Most of the hydrogen volume is still attached to the core of the Earth. It is estimated that the Mantle of the planet contains the equivalent to the volume of water of two earthly oceans; in the core, there would be the equivalent to up to five earthly oceans of water.
To reach this conclusion, Desch and his team designed a computerized model of the Earth in the period, related to its formation, and added hydrogen of an equivalent composition to the solar nebula. The model simulation produced by the software reached a result that matches some samples of rocks collected from the mantle of the earthly magma.
Therefore, the result of the study shows that one out of every 100 molecules of water on Earth came from a solar nebula – according to the article, the rest matches the most accepted hypothesis that water reached our planet via asteroids and comets.

Asteroids and comets: another source of water
Published on the Journal of Geophysical Research: Planets, the breakthrough is not the first to establish an explanation for the presence of water on Earth. It also offers a demonstration in accordance with the hypothesis of comets and asteroids.

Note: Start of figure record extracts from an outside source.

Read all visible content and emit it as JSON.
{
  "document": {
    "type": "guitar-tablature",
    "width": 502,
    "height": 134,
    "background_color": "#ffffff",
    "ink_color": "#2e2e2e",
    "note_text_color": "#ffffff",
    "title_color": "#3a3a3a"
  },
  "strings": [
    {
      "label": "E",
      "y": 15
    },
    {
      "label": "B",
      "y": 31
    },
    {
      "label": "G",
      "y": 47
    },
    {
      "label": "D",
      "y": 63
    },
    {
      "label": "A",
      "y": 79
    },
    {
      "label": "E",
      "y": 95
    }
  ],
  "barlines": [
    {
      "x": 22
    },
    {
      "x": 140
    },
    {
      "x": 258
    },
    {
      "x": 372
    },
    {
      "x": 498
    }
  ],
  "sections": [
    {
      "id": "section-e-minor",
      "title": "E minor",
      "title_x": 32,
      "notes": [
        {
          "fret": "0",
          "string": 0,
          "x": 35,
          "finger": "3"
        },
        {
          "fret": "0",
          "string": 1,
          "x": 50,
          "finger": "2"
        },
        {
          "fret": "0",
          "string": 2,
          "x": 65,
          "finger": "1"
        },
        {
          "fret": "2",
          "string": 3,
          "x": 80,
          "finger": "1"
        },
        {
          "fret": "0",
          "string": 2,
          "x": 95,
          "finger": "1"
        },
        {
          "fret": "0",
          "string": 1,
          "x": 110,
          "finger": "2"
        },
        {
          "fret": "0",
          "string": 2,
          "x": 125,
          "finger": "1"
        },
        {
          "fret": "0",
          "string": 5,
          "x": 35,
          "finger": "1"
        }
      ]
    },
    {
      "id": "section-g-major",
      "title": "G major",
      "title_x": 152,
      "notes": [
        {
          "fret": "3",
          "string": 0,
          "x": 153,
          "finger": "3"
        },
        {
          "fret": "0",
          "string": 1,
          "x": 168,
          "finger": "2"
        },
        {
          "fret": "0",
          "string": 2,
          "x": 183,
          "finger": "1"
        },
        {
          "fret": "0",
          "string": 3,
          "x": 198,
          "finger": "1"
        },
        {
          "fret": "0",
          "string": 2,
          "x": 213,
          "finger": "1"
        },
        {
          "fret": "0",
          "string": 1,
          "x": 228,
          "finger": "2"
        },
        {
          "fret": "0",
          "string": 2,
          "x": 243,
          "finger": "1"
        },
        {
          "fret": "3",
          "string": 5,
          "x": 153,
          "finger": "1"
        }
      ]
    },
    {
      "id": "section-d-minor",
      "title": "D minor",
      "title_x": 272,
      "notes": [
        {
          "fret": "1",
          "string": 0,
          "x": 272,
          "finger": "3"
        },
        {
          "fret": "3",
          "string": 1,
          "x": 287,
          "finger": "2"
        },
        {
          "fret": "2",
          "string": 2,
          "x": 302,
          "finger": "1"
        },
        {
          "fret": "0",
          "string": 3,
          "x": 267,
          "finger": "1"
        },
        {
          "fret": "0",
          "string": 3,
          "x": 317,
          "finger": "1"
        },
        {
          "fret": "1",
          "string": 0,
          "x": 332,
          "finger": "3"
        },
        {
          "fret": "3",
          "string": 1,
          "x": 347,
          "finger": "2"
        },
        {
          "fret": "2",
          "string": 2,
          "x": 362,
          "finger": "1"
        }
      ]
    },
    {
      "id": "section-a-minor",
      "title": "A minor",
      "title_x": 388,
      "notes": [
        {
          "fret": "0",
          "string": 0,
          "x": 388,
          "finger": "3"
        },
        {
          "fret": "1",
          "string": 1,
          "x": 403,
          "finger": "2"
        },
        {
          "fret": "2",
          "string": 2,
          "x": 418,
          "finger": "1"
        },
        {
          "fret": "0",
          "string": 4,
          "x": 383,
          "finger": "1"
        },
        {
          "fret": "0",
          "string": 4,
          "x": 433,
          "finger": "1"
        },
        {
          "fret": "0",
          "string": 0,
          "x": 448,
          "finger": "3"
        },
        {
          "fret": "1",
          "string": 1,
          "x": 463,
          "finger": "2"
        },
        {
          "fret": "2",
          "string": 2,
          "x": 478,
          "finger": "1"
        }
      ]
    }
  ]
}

A crucial factor to think about the origin of water on Earth is the mixture between deuterium atoms (heavy hydrogen, chemical symbol D) and conventional hydrogen (chemical symbol H). Water from the global ocean has a mixture D/H of 150 parts per million (ppm), similar to the mixture found in the water of asteroids, around 140 ppm in the D/H mixture.
In the solar nebula, the mixture D/H is considerably inferior, of 21 ppm, and for this reason, the hypothesis that took it for consideration was abandoned. The computerized model that served as the basis for the study, however, shows that the Earth may have gone through a series of geochemical processes that increased the D/H mixture of the hydrogen collected from the nebula. Thus, they would be the first source of water on the Earth, afterward added to more water originating from asteroids.
“Even planets that form far away from sources of water-rich asteroids may still have water,” he says. “Not as much as Earth, perhaps, but there is a floor of about 0.1 to 0.2 oceans’ worth of hydrogen – applicable to Venus and many other exoplanets, he concluded in the Popular Science interview.